Abstract

Complex interactions and changes in environments make e-commerce platform collaborative regulation (ECPCR) present nonlinear features and radical changes; however, previous research has seldom been conducted from a catastrophe perspective. Accordingly, we develop a quantitative cusp catastrophe model to explore such abrupt changes by combining stochastic evolutionary game, catastrophe theory, and resilience theory. Specifically, a stochastic evolutionary game is utilized to describe the interactions between the government and the platform with the consideration of random disturbance. Then, a cusp catastrophe model is developed to capture the mechanism of sudden changes. With the catastrophe threshold identified, a catastrophe-based resilience measurement method is proposed to quantitatively investigate the catastrophe process, and simulation experiments are conducted to explain and validate the proposed approach. The results show that ECPCR suffers catastrophe (e.g., from nonsupervision to supervision) when the combination of parameters reaches a certain threshold, and the impact of the parameters on catastrophe can be quantified by measuring the resilience of collaborative regulatory systems. In addition, increasing penalty intensity and reputation losses can effectively prevent catastrophe from supervision to nonsupervision, while supervision revenue has little impact. This integrated study provides a new perspective for supervision research and offers ideas for the quantitative analysis of catastrophe.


### TASK DIRECTIONS
Reproduce the records. Keep every word exact and include no images.

(Figure content listings)
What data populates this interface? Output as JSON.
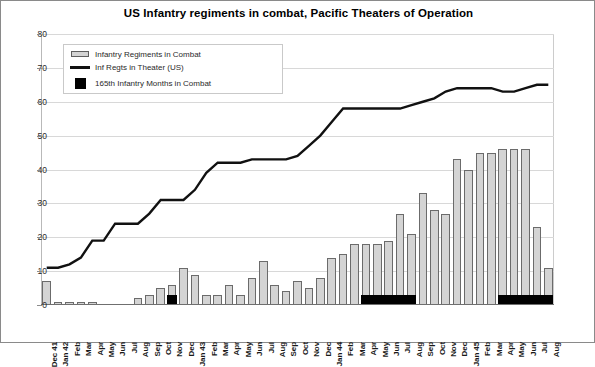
{
  "chart_data": {
    "type": "bar",
    "title": "US Infantry regiments in combat, Pacific Theaters of Operation",
    "xlabel": "",
    "ylabel": "",
    "ylim": [
      0,
      80
    ],
    "yticks": [
      0,
      10,
      20,
      30,
      40,
      50,
      60,
      70,
      80
    ],
    "grid": true,
    "legend_position": "top-left inside plot",
    "categories": [
      "Dec 41",
      "Jan 42",
      "Feb",
      "Mar",
      "Apr",
      "May",
      "Jun",
      "Jul",
      "Aug",
      "Sep",
      "Oct",
      "Nov",
      "Dec",
      "Jan 43",
      "Feb",
      "Mar",
      "Apr",
      "May",
      "Jun",
      "Jul",
      "Aug",
      "Sep",
      "Oct",
      "Nov",
      "Dec",
      "Jan 44",
      "Feb",
      "Mar",
      "Apr",
      "May",
      "Jun",
      "Jul",
      "Aug",
      "Sep",
      "Oct",
      "Nov",
      "Dec",
      "Jan 45",
      "Feb",
      "Mar",
      "Apr",
      "May",
      "Jun",
      "Jul",
      "Aug"
    ],
    "series": [
      {
        "name": "Infantry  Regiments in Combat",
        "type": "bar",
        "color": "#d4d4d4",
        "edge_color": "#6b6b6b",
        "values": [
          7,
          1,
          1,
          1,
          1,
          0,
          0,
          0,
          2,
          3,
          5,
          6,
          11,
          9,
          3,
          3,
          6,
          3,
          8,
          13,
          6,
          4,
          7,
          5,
          8,
          14,
          15,
          18,
          18,
          18,
          19,
          27,
          21,
          33,
          28,
          27,
          43,
          40,
          45,
          45,
          46,
          46,
          46,
          23,
          11
        ]
      },
      {
        "name": "Inf Regts in Theater (US)",
        "type": "line",
        "color": "#111111",
        "values": [
          11,
          11,
          12,
          14,
          19,
          19,
          24,
          24,
          24,
          27,
          31,
          31,
          31,
          34,
          39,
          42,
          42,
          42,
          43,
          43,
          43,
          43,
          44,
          47,
          50,
          54,
          58,
          58,
          58,
          58,
          58,
          58,
          59,
          60,
          61,
          63,
          64,
          64,
          64,
          64,
          63,
          63,
          64,
          65,
          65
        ]
      },
      {
        "name": "165th Infantry Months in Combat",
        "type": "bar",
        "color": "#000000",
        "note": "solid black marker bars indicating months the 165th Infantry was in combat",
        "values": [
          0,
          0,
          0,
          0,
          0,
          0,
          0,
          0,
          0,
          0,
          0,
          1,
          0,
          0,
          0,
          0,
          0,
          0,
          0,
          0,
          0,
          0,
          0,
          0,
          0,
          0,
          0,
          0,
          1,
          1,
          1,
          1,
          1,
          0,
          0,
          0,
          0,
          0,
          0,
          0,
          1,
          1,
          1,
          1,
          1
        ]
      }
    ]
  },
  "legend": {
    "items": [
      {
        "label": "Infantry  Regiments in Combat",
        "key": "gray-bar-swatch-icon"
      },
      {
        "label": "Inf Regts in Theater (US)",
        "key": "black-line-swatch-icon"
      },
      {
        "label": "165th Infantry Months in Combat",
        "key": "black-square-swatch-icon"
      }
    ]
  }
}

### WRITTEN SOLUTION
What data populates this interface? Output as JSON.
{
  "chart_data": {
    "type": "bar",
    "title": "US Infantry regiments in combat, Pacific Theaters of Operation",
    "xlabel": "",
    "ylabel": "",
    "ylim": [
      0,
      80
    ],
    "yticks": [
      0,
      10,
      20,
      30,
      40,
      50,
      60,
      70,
      80
    ],
    "grid": true,
    "legend_position": "top-left inside plot",
    "categories": [
      "Dec 41",
      "Jan 42",
      "Feb",
      "Mar",
      "Apr",
      "May",
      "Jun",
      "Jul",
      "Aug",
      "Sep",
      "Oct",
      "Nov",
      "Dec",
      "Jan 43",
      "Feb",
      "Mar",
      "Apr",
      "May",
      "Jun",
      "Jul",
      "Aug",
      "Sep",
      "Oct",
      "Nov",
      "Dec",
      "Jan 44",
      "Feb",
      "Mar",
      "Apr",
      "May",
      "Jun",
      "Jul",
      "Aug",
      "Sep",
      "Oct",
      "Nov",
      "Dec",
      "Jan 45",
      "Feb",
      "Mar",
      "Apr",
      "May",
      "Jun",
      "Jul",
      "Aug"
    ],
    "series": [
      {
        "name": "Infantry  Regiments in Combat",
        "type": "bar",
        "color": "#d4d4d4",
        "edge_color": "#6b6b6b",
        "values": [
          7,
          1,
          1,
          1,
          1,
          0,
          0,
          0,
          2,
          3,
          5,
          6,
          11,
          9,
          3,
          3,
          6,
          3,
          8,
          13,
          6,
          4,
          7,
          5,
          8,
          14,
          15,
          18,
          18,
          18,
          19,
          27,
          21,
          33,
          28,
          27,
          43,
          40,
          45,
          45,
          46,
          46,
          46,
          23,
          11
        ]
      },
      {
        "name": "Inf Regts in Theater (US)",
        "type": "line",
        "color": "#111111",
        "values": [
          11,
          11,
          12,
          14,
          19,
          19,
          24,
          24,
          24,
          27,
          31,
          31,
          31,
          34,
          39,
          42,
          42,
          42,
          43,
          43,
          43,
          43,
          44,
          47,
          50,
          54,
          58,
          58,
          58,
          58,
          58,
          58,
          59,
          60,
          61,
          63,
          64,
          64,
          64,
          64,
          63,
          63,
          64,
          65,
          65
        ]
      },
      {
        "name": "165th Infantry Months in Combat",
        "type": "bar",
        "color": "#000000",
        "note": "solid black marker bars indicating months the 165th Infantry was in combat",
        "values": [
          0,
          0,
          0,
          0,
          0,
          0,
          0,
          0,
          0,
          0,
          0,
          1,
          0,
          0,
          0,
          0,
          0,
          0,
          0,
          0,
          0,
          0,
          0,
          0,
          0,
          0,
          0,
          0,
          1,
          1,
          1,
          1,
          1,
          0,
          0,
          0,
          0,
          0,
          0,
          0,
          1,
          1,
          1,
          1,
          1
        ]
      }
    ]
  },
  "legend": {
    "items": [
      {
        "label": "Infantry  Regiments in Combat",
        "key": "gray-bar-swatch-icon"
      },
      {
        "label": "Inf Regts in Theater (US)",
        "key": "black-line-swatch-icon"
      },
      {
        "label": "165th Infantry Months in Combat",
        "key": "black-square-swatch-icon"
      }
    ]
  }
}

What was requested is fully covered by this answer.